January 29, 2026
*****
Drinking from the Stream follows two young Americans, Jake and Karl, whose chance meeting turns into a long, hazardous journey across East Africa in the early 1970s. What begins as flight, Jake from a violent past in Louisiana, Karl from ideological and emotional dead ends in the United States, becomes immersion. As they move through Ethiopia, Uganda, Rwanda, Burundi, and beyond, their personal reckonings unfold alongside coups, ethnic violence, and the aftershocks of colonial rule. The novel braids coming-of-age restlessness with political catastrophe, asking what it means to stay human, or decent, when history is on fire around you.
I read this book with a mounting sense of unease, and I mean that as praise. Sacks doesn't offer Africa as backdrop or metaphor; he insists on its specificity. Roads that punish the body, bureaucracies that toy with fate, conversations that slide from flirtation to terror without warning. Jake's voice, in particular, is sharp-edged and morally alert, a man who knows he has crossed an invisible line and can't uncross it. The novel's early scenes on the oil rig, heavy with menace and casual hatred, establish a moral pressure that never really lifts, even when the landscape opens into beauty. I felt myself readingfaster, not because the prose rushed me, but because it refused to soften what it saw.
What stayed with me most were the arguments about race, revolution, guilt, and responsibility that erupt in buses, bars, and borrowed rooms. These exchanges feel earned rather than staged, the product of young people who are smart, frightened, idealistic, and often wrong. The author has little patience for slogans, whether they come from Western radicals or newly empowered strongmen, and that skepticism gives the book its bite. Sometimes the historical density is demanding, but it mirrors the characters' own overwhelm; ignorance here has consequences, sometimes lethal. By the end, I felt the weight of the knowledge the characters carry, knowledge they never asked for and can't put down.
This book will most reward readers of historical fiction, literary adventure, and political coming-of-age novels, especially those drawn to morally complex travel narratives. If you admire the restless intelligence of The Sheltering Sky or the political consciousness of A Bend in the River, Drinking from the Stream belongs on your shelf. It's a novel for readers who don't want reassurance so much as reckoning. This is not a story about finding yourself abroad; it's about discovering how much of the world you can carry back, and what it costs to do so.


**AIM OF THE EXERCISE:** Every line of the listing is returned unchanged, and every picture is dropped.

**THE DATA:**
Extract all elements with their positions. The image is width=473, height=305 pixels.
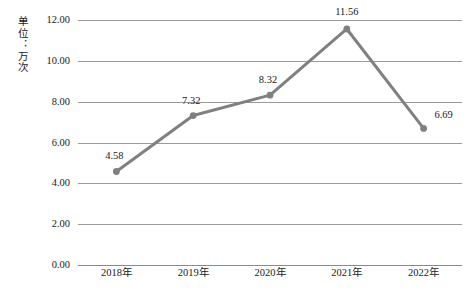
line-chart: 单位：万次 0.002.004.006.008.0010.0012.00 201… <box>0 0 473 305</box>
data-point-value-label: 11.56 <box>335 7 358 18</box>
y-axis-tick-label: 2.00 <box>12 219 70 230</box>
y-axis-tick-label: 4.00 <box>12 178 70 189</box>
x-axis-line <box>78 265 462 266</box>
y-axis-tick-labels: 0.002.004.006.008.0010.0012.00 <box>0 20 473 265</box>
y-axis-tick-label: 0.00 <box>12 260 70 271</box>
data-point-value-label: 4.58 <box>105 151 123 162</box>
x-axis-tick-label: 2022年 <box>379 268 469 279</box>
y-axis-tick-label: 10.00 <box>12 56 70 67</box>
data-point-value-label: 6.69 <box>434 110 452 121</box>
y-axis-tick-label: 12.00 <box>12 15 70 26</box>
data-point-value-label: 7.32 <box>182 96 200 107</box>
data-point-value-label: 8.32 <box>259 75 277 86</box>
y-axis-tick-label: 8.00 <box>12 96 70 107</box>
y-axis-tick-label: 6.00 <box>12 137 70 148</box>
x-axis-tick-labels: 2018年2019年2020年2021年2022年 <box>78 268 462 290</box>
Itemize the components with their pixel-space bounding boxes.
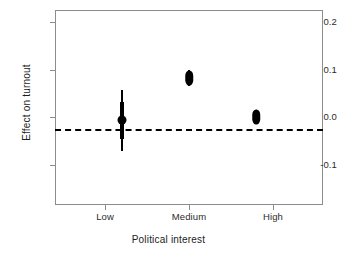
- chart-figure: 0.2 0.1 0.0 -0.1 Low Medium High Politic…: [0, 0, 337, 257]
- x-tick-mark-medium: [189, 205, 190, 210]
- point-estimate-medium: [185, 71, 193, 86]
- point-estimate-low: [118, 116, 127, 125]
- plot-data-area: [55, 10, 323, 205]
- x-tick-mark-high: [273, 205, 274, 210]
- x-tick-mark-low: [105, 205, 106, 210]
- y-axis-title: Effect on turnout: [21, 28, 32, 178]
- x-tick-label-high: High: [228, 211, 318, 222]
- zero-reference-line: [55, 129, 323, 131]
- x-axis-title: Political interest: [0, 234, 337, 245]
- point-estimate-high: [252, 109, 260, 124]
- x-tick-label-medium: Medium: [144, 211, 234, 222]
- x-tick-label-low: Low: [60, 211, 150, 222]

**THE COMPLETED TASK:**
Extract all elements with their positions. The image is width=473, height=305 pixels.
line-chart: 单位：万次 0.002.004.006.008.0010.0012.00 201… <box>0 0 473 305</box>
data-point-value-label: 11.56 <box>335 7 358 18</box>
y-axis-tick-label: 2.00 <box>12 219 70 230</box>
y-axis-tick-label: 4.00 <box>12 178 70 189</box>
x-axis-line <box>78 265 462 266</box>
y-axis-tick-labels: 0.002.004.006.008.0010.0012.00 <box>0 20 473 265</box>
y-axis-tick-label: 0.00 <box>12 260 70 271</box>
data-point-value-label: 4.58 <box>105 151 123 162</box>
x-axis-tick-label: 2022年 <box>379 268 469 279</box>
y-axis-tick-label: 10.00 <box>12 56 70 67</box>
data-point-value-label: 6.69 <box>434 110 452 121</box>
y-axis-tick-label: 12.00 <box>12 15 70 26</box>
data-point-value-label: 7.32 <box>182 96 200 107</box>
data-point-value-label: 8.32 <box>259 75 277 86</box>
y-axis-tick-label: 8.00 <box>12 96 70 107</box>
y-axis-tick-label: 6.00 <box>12 137 70 148</box>
x-axis-tick-labels: 2018年2019年2020年2021年2022年 <box>78 268 462 290</box>
Itemize the components with their pixel-space bounding boxes.
- chart-figure: 0.2 0.1 0.0 -0.1 Low Medium High Politic…: [0, 0, 337, 257]
- x-tick-mark-medium: [189, 205, 190, 210]
- point-estimate-medium: [185, 71, 193, 86]
- point-estimate-low: [118, 116, 127, 125]
- plot-data-area: [55, 10, 323, 205]
- x-tick-mark-high: [273, 205, 274, 210]
- x-tick-mark-low: [105, 205, 106, 210]
- y-axis-title: Effect on turnout: [21, 28, 32, 178]
- x-tick-label-high: High: [228, 211, 318, 222]
- zero-reference-line: [55, 129, 323, 131]
- x-axis-title: Political interest: [0, 234, 337, 245]
- point-estimate-high: [252, 109, 260, 124]
- x-tick-label-medium: Medium: [144, 211, 234, 222]
- x-tick-label-low: Low: [60, 211, 150, 222]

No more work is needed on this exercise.